Approaching a light at 5th and Main my whole body seems to pulsate. “I have got to get the girls,” I say to myself. Instead, I turn toward the Lindsey Hospital. Once there I go in and say, quite stupidly, “Is there a doctor in the house?” My father and Brenda arrive in my hospital room, my father glad my accident is not more serious. Brenda, on the other hand, is disappointed I can tell. She is like that. It is all so embarrassing to realize how I exaggerated that night. I do exaggerate too much.

Shortly after this I turn seventeen and hope the next year would be better.

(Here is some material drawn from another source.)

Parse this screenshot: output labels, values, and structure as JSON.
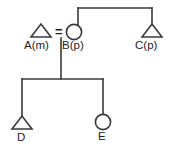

At Cattleman’s steakhouse one night, upstairs dancing with my steady girl, I stop and excuse myself for a breath of fresh air. I go to the mezzanine and look across Highway 81 and toward the Fairlawn Cemetery. My dad’s parents are buried there and I wonder how my life would end. As I stand there I say to myself and in a prayer, “God I know how different I am and feel strange inside. I promise a career of helping people, so let my last years be at peace with myself.” As I leave, a certain peace does surround me, but I put it down to optimistic thinking. I remember that God doesn’t make deals. Or does He? Anyway, just before opening the inside door to the dance floor two other events come to mind. One is the night I follow Brenda to a hotel on 7th Street and how I know that it isn’t to teach Sunday School. Secondly, I think about how Jac shot my dad with a shotgun, almost killing him. It would have killed him, too, but my mom holds down the barrel of the gun. She does this hanging upside-down and jerking the barrel just in time to make most of the blast hit the pickup instead of my dad who quickly drives away. When I was five, my father had come over to the house that day to leave off a Christmas present. My parents are going through another temporary breakup. I say to myself out loud and my girlfriend hears me, “You know, I think too much and I have to keep my mind busy all the time. Awful tiresome.”

“What?” she asks, concerned.

“Nevermind,” I say as we continue to dance.

At her doorstep that night she says, to my surprise, “David, you really don’t think too much.” But she is prejudiced.